Is This Relationship Toxic… or Am I Overreacting?
If you keep leaving interactions with the same person (or group) feeling anxious, guilty, or drained, you’re likely not “too sensitive.” Here’s a clear, non-dramatic way to spot toxic patterns—and what to do next.
What “Toxic” Actually Means
“Toxic” is a strong word, so let’s define it in real-life terms. A toxic dynamic is typically less about a person being “all bad” and more about relational patterns that consistently cause harm: disrespect, unpredictability, manipulation, or pressure that makes you shrink. Some common signs:
You feel anxious before interacting with them and depleted afterward.
They disregard your “no” or debate/push until you cave.
Conversations turn into guilt, blame, or pressure.
You feel responsible for their emotions.
They twist your words, deny what happened, or make you feel “crazy” (gaslighting).
They punish boundaries (silent treatment, withdrawal, smear campaigns, rage, or guilt spirals).
You can’t be honest without consequences.
Peace vs. Self-Abandonment
A simple litmus test to tell if the relationship might be “toxic”:
If you consistently have to abandon your needs, values, or wellbeing to “keep the peace” — that’s not peace. That’s self-abandonment.
Ask:
“Do I feel more free and grounded… or more anxious and small after contact?”
“Can I be honest without fear of retaliation?”
“Do they seek to repair when they hurt me—or just reset and repeat?”
A scripture anchor supporting why we shouldn’t abandon ourselves:
“Above all else, guard your heart, for everything you do flows from it.” (Proverbs 4:23, NIV)
What Now? (Small, Brave Next Steps)
Start small:
Identify one boundary you need (ex. time, topic, behavior)
Choose one boundary script and practice it
Watch the response (healthy people adjust; toxic patterns escalate)
Remember — boundaries aren’t you being mean. They’re you being clear about what you will and won’t accept to keep the relationship healthy.
If you’d like support with navigating your relationships better, let’s connect. I’d love to help you heal the patterns keeping you stuck and build a plan for establishing more stable, satisfying relationships.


* Activity *
From the line that contains "In this 1024x768" to the end of the records below, copy every line exactly. Both the first and last of these lines count.
──────── Available data ────────
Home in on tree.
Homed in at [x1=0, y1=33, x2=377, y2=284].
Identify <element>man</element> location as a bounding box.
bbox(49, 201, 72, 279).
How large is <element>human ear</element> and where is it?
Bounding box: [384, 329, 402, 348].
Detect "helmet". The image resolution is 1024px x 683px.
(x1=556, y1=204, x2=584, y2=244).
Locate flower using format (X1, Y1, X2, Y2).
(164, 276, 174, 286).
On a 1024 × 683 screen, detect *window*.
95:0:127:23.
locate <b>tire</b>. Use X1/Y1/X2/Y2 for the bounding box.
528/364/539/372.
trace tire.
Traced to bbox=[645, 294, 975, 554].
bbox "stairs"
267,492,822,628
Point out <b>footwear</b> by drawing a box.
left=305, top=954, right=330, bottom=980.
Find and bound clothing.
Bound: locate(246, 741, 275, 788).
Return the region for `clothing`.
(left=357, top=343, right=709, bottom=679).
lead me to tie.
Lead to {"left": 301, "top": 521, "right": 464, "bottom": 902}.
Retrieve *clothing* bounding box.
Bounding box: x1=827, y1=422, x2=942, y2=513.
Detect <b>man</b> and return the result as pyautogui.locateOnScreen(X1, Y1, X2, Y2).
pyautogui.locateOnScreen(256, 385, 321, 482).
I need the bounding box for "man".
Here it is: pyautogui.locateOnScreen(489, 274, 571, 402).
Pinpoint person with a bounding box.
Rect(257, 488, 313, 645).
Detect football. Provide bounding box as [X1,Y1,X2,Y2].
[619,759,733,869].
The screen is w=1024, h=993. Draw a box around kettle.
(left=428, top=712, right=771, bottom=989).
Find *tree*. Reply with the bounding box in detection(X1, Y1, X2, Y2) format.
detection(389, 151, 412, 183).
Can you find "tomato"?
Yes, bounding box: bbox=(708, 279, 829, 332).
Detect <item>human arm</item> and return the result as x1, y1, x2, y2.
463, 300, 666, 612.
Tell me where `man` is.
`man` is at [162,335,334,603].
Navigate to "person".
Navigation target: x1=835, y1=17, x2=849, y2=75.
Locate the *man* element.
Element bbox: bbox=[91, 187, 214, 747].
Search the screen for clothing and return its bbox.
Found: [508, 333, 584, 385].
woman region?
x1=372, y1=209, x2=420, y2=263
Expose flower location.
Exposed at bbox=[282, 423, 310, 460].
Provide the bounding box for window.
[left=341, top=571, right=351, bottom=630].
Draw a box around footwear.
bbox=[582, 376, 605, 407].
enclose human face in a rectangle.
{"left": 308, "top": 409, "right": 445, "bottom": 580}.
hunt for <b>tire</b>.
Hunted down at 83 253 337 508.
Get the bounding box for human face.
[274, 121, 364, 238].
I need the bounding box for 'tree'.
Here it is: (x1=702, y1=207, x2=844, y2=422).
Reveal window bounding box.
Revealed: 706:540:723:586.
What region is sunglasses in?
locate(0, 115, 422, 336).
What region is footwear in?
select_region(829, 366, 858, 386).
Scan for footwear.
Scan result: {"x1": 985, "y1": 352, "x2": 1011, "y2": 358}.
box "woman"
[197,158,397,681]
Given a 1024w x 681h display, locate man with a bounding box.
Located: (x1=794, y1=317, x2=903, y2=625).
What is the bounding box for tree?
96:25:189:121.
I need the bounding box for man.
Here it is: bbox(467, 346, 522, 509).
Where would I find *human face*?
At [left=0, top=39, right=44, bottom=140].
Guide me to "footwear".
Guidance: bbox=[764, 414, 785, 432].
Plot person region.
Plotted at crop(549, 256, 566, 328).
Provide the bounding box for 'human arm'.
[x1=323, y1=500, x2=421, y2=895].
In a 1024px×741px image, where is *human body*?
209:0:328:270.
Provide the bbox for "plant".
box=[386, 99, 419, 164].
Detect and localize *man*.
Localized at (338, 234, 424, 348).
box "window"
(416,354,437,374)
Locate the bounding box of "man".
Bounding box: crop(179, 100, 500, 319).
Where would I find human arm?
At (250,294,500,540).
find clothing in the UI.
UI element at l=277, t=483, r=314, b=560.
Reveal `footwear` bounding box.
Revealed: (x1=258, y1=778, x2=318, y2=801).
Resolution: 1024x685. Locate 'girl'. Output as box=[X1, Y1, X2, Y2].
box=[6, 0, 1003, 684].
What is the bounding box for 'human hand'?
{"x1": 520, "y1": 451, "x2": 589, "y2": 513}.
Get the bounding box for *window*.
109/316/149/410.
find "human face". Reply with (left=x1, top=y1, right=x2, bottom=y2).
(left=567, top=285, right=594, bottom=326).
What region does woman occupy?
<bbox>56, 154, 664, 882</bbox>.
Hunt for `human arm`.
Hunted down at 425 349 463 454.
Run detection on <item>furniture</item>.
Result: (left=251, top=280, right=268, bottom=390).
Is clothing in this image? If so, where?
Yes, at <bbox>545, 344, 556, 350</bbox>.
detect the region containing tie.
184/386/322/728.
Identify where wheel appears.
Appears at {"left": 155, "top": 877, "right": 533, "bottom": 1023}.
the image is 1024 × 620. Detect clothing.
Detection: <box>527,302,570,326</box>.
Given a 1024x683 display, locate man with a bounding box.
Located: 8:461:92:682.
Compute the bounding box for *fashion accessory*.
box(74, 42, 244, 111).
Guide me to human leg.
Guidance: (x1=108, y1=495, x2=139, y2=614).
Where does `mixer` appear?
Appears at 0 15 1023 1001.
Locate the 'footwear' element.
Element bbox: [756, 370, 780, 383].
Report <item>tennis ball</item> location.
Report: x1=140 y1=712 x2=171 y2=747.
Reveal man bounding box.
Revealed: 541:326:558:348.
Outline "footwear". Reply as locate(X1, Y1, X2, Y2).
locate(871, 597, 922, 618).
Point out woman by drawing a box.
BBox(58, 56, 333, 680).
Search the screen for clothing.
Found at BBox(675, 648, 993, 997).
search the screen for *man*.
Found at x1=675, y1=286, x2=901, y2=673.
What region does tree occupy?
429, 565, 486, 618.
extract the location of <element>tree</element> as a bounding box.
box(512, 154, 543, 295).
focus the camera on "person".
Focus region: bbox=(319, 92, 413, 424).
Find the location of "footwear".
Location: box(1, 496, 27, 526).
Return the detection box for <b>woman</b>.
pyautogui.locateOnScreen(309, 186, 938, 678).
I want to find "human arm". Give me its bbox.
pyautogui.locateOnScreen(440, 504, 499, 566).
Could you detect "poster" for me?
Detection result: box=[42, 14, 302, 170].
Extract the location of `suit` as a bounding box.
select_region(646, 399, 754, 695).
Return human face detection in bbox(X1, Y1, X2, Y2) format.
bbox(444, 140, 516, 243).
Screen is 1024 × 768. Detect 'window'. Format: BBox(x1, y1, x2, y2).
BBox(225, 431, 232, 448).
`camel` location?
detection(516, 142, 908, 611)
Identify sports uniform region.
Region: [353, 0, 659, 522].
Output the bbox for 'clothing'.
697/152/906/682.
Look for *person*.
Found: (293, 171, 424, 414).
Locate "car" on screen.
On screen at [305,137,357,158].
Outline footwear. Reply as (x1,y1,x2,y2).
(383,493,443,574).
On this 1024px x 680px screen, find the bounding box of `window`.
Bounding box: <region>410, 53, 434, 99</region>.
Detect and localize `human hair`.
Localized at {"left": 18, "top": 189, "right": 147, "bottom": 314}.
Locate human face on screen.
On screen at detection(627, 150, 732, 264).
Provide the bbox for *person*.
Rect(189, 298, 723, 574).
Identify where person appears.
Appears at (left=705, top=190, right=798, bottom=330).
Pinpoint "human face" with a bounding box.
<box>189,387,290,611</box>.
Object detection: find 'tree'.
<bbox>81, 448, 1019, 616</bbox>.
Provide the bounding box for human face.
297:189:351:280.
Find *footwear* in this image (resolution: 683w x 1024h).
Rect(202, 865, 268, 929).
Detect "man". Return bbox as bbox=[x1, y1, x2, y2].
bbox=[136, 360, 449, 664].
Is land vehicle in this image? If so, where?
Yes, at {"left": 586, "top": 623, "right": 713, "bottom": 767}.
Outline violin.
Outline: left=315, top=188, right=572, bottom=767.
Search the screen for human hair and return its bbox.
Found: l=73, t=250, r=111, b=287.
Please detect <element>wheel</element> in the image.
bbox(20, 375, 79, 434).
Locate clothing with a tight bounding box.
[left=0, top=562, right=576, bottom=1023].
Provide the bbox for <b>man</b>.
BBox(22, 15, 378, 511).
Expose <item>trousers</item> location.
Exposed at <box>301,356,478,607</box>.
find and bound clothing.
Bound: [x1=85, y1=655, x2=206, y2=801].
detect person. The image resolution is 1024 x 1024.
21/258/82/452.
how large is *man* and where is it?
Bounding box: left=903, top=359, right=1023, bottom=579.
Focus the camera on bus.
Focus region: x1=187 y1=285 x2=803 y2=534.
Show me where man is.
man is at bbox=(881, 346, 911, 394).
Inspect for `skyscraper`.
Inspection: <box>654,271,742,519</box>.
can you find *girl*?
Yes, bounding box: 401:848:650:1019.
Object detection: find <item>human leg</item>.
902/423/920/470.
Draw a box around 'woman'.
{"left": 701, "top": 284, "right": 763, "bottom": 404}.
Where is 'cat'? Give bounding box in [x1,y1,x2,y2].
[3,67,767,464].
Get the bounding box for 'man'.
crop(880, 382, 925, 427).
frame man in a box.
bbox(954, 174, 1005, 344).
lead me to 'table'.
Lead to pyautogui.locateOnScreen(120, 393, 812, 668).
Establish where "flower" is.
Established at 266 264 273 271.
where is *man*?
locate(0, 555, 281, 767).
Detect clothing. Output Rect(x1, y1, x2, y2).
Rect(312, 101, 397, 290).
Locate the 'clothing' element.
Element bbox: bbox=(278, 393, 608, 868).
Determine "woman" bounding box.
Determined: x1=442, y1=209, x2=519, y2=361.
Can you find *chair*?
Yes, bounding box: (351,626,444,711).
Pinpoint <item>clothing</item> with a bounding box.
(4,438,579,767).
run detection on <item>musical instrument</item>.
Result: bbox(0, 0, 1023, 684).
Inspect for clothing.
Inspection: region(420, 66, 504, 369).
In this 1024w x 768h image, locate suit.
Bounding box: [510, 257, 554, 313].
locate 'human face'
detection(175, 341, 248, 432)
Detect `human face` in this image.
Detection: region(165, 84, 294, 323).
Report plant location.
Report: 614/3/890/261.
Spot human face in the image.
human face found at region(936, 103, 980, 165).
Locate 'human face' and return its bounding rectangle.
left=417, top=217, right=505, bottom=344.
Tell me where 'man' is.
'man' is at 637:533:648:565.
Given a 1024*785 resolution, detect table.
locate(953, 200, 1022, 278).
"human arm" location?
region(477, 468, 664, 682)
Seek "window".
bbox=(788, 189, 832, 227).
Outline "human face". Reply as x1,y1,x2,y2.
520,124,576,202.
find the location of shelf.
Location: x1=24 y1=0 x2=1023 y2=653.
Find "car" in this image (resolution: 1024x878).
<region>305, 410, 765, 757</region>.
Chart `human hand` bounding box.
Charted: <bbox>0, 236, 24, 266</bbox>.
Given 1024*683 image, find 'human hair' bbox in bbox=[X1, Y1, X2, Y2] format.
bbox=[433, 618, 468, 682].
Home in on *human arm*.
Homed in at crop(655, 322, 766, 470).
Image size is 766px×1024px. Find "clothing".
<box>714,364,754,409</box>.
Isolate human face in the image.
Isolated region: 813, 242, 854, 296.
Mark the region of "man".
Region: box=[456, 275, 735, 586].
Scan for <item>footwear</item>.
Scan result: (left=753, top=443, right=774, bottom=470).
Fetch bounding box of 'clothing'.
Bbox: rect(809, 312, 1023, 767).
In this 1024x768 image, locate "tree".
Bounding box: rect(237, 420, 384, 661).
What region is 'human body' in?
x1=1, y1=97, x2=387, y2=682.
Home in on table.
────────
* Response area *
In this 1024x768 image, locate "tree".
Bounding box: rect(237, 420, 384, 661).
What region is 'human body' in?
x1=1, y1=97, x2=387, y2=682.
Home in on table.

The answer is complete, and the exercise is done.